Humpty Dumpty we all know to have been a riddle, with the answer of course being that the mysterious Humpty was in fact, an egg. Nothing particularly eerie about that, right? Well, as soon as someone decided to take the guesswork out of the rhyme, by illustrating Mr. Dumpty perched atop his wall, and gave him a face, it all changed. To a child (at least to me), we now had the story of a life; a terrifyingly fragile one at that. The rhyme was no longer a riddle; instead it could be surmised as:
"The fragile Eggman unwisely sat top a wall. He fell and died horribly."
I remember being read this out of an Old-school Mother Goose book as a very young child and thinking what a nightmare it was to be Humpty Dumpty, as veritably anything (I had broken many an egg trying to help my Mom cook, promising to be careful) would lead this poor creature to a yolk-splattered death. Humpty couldn't go out and play, he couldn't slide down the stairs…everything I knew to be fun was off-limits to Humpty, with any false move leading to his doom. His only real option would be to stay at home in the nest or egg carton and not move.
Of course I knew Eggmen didn't exist. It was the concept of this absurd fragility that had me so scared.

The picture out of that book sealed the deal, for it depicted the wide-eyed, last-second look of terror as Humpty, seeing the end of his cursed existence a few seconds away, was beginning to fall. I would imagine what the after-effect drawing would look like; that panicked, open-mouth look, and huge open eyes frozen amidst cracked shell and leaking albumen. I could even hear him scream.
I scribbled over his face with a pen, in an attempt to hide the first "Face of Death," I had ever witnessed, but to no avail. I still knew it was there. I remember later watching SESAME STREET where a very freakish looking Humpty, with a mouth that caved in as he spoke, was being interviewed by Kermit the Frog as a nursery-rhyme news correspondent, and feeling the sense of dread that it was only a short matter of time until he was destined to fall from the wall, and no one would be able to help. Such was the fate of the doomed Eggmen.
The Eggmen repulsed me, as if they were the Elephant-men of the nursery rhyme circuit. It was not as if I wanted to save them; rather, I never wanted them to exist.
Earlier: Reader Bigwig not so fondly recalls Struwwelpeter.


> _Description of the task_
Return each line in the records below that includes "qstar".

Source records Block Start

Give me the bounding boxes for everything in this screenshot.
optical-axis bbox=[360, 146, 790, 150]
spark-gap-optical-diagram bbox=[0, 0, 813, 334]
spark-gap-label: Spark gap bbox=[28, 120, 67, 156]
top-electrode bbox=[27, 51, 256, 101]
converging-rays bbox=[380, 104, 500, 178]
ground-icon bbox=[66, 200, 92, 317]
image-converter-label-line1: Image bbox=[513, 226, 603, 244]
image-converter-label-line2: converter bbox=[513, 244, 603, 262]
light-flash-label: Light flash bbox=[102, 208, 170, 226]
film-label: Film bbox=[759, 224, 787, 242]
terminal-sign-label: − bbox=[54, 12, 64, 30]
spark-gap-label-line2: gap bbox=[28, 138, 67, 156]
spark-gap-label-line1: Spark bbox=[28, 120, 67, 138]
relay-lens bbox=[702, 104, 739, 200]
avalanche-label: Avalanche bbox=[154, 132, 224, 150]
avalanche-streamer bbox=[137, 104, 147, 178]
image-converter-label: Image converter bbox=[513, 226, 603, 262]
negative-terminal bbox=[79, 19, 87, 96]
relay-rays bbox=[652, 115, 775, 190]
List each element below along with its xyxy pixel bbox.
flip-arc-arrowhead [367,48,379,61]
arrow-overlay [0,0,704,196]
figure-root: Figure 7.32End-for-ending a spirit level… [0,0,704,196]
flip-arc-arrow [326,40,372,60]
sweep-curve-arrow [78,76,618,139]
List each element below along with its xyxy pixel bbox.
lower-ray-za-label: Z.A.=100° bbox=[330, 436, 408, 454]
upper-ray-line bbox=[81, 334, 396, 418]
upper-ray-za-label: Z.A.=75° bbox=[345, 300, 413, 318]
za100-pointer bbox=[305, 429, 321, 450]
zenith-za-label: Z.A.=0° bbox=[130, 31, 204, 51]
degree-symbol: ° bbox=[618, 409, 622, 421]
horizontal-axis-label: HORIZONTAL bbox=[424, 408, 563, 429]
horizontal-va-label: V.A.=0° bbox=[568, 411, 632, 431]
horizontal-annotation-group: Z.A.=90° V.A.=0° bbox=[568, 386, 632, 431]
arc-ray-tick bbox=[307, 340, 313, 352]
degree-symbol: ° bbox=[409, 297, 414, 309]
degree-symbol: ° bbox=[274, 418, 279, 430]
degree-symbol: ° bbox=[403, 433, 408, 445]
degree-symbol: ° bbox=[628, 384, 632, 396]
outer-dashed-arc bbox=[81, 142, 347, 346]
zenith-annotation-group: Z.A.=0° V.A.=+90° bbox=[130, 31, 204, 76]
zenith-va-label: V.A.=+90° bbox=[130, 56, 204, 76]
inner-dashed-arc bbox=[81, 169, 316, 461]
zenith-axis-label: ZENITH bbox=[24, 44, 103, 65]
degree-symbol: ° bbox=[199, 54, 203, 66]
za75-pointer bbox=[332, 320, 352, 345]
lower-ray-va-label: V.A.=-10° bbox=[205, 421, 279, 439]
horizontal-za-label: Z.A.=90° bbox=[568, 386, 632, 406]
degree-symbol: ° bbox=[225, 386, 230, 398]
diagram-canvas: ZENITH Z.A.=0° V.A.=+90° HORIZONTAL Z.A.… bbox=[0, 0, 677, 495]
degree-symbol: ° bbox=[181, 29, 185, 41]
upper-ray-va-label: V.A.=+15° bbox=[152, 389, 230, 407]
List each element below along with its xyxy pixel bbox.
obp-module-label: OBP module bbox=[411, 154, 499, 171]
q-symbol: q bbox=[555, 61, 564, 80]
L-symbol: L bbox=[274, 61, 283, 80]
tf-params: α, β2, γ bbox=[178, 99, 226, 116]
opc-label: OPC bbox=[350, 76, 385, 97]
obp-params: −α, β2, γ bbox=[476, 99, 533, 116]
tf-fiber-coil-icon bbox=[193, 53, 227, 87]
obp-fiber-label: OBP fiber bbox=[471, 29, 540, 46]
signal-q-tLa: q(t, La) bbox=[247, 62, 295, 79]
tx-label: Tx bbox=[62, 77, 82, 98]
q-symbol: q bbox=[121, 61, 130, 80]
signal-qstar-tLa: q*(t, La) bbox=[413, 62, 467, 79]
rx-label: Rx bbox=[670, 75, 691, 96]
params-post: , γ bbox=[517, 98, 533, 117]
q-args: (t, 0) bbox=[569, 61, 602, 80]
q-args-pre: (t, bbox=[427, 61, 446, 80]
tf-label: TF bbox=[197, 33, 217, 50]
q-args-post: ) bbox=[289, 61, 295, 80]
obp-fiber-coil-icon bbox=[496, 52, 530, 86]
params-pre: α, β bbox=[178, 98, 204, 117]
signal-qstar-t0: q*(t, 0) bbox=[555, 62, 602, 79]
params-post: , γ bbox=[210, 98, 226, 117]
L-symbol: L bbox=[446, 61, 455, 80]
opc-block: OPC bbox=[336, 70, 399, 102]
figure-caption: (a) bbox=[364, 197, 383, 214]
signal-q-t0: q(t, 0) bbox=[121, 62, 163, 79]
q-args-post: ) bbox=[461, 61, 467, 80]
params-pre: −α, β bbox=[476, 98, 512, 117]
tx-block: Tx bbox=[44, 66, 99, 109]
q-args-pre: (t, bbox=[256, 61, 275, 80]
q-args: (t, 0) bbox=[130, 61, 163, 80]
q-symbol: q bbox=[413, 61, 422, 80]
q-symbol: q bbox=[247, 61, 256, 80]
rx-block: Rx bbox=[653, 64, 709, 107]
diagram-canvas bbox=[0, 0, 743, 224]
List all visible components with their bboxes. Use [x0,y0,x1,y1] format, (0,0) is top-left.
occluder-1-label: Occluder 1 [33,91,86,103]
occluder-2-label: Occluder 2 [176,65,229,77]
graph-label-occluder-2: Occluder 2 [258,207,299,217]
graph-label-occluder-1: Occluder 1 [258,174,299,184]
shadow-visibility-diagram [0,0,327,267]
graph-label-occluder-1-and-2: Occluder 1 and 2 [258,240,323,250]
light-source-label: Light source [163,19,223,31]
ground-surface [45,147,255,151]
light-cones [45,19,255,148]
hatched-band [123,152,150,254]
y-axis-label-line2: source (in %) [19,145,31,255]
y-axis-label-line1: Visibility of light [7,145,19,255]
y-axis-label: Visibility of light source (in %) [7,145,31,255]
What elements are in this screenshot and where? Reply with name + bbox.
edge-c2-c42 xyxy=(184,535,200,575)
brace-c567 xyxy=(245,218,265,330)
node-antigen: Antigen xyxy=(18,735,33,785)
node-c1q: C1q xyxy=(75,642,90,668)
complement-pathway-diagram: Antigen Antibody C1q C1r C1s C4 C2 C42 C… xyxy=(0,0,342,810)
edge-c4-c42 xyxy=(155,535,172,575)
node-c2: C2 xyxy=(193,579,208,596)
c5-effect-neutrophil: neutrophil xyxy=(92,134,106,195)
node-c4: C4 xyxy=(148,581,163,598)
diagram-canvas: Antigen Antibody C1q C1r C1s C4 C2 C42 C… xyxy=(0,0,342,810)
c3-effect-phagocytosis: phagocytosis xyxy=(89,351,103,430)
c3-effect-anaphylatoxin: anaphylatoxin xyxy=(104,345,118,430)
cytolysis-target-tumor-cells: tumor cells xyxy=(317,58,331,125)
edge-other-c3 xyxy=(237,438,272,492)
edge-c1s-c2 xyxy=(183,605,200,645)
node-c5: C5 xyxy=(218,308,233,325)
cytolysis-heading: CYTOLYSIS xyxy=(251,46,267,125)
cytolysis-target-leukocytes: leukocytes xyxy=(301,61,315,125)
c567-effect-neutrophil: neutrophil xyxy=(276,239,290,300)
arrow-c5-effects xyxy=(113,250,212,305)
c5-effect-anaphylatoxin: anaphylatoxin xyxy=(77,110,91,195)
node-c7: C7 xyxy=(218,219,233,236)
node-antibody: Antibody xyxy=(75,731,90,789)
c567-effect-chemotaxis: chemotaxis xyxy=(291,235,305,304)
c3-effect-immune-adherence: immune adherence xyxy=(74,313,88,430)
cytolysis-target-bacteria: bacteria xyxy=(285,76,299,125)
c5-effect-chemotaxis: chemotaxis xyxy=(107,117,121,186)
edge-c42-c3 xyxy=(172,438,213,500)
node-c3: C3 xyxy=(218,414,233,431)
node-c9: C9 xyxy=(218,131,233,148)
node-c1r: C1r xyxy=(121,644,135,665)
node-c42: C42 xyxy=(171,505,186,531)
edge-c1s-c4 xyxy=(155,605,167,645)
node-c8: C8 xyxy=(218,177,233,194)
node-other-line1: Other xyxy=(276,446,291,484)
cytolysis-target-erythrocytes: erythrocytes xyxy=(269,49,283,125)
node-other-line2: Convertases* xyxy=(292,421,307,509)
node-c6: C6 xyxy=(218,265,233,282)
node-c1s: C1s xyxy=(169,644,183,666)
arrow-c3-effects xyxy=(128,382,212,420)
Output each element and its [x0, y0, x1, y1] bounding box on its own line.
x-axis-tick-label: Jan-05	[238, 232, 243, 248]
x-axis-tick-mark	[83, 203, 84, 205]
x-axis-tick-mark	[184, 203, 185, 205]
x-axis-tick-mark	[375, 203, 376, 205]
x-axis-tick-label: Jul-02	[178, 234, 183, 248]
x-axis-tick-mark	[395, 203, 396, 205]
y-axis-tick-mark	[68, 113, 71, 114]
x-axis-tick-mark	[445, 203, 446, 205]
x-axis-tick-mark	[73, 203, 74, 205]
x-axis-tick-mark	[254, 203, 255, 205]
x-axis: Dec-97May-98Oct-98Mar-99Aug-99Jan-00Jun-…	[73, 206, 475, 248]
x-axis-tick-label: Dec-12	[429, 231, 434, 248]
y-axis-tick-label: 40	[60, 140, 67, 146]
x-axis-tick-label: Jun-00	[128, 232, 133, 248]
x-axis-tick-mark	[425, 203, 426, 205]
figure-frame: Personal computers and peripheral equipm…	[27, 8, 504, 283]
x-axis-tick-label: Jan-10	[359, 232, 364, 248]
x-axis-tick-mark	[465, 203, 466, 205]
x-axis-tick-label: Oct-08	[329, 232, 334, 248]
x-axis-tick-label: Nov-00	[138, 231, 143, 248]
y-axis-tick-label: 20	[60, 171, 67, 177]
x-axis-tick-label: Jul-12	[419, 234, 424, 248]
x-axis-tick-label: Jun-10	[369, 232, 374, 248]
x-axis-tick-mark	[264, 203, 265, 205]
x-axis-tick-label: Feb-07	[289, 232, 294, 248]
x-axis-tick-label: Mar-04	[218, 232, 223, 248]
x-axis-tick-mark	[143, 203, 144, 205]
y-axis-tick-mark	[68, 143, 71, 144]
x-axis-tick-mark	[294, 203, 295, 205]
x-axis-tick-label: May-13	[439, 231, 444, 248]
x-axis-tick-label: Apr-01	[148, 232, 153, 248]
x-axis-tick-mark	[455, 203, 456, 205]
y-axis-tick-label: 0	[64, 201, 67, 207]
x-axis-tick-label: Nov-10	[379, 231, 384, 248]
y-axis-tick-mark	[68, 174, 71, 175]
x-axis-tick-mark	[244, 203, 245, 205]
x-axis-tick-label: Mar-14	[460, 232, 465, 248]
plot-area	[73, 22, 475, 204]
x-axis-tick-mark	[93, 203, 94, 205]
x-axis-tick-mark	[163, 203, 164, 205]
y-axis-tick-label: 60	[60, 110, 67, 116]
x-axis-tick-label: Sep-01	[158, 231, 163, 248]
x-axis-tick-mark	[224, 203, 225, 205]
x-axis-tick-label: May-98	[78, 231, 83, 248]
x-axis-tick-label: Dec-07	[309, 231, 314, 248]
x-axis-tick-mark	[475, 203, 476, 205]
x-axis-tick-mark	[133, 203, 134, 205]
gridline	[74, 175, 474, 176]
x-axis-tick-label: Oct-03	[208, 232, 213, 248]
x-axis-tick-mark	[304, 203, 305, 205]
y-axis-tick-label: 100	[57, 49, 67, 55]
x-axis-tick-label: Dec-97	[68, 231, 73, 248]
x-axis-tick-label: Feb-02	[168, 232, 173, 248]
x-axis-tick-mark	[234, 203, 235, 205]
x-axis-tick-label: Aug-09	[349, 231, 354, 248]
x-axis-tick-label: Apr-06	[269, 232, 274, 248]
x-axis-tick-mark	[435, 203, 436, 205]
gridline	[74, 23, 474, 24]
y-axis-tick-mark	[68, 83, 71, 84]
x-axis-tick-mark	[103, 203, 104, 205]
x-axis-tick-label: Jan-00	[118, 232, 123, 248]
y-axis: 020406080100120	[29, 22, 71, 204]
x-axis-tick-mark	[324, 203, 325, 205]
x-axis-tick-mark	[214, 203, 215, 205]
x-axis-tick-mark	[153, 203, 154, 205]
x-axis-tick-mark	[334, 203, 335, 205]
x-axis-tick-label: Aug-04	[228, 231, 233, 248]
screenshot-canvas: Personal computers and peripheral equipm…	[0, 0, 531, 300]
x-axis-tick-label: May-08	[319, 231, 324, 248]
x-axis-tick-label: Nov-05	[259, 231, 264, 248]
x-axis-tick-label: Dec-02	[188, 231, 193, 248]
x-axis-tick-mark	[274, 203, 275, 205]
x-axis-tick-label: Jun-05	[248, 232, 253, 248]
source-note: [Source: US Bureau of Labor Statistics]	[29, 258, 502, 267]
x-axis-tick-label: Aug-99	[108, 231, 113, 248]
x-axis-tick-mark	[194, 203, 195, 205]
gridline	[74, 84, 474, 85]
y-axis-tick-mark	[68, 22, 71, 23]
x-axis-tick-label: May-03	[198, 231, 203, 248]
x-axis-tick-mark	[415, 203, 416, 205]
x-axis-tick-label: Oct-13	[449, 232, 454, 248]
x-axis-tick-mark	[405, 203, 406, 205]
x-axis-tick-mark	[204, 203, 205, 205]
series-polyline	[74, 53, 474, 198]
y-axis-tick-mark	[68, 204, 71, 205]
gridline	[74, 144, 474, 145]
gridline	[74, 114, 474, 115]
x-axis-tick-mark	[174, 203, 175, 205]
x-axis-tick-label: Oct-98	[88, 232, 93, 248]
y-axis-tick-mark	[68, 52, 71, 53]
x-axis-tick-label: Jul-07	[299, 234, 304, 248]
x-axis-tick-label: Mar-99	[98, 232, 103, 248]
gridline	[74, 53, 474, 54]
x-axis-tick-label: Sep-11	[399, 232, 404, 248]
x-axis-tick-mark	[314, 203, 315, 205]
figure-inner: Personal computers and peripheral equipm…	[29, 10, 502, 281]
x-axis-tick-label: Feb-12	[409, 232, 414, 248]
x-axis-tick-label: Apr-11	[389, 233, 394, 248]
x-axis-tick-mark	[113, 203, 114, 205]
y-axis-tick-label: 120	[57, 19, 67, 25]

Source records Block End

> _Answer space_
signal-qstar-tLa: q*(t, La) bbox=[413, 62, 467, 79]
signal-qstar-t0: q*(t, 0) bbox=[555, 62, 602, 79]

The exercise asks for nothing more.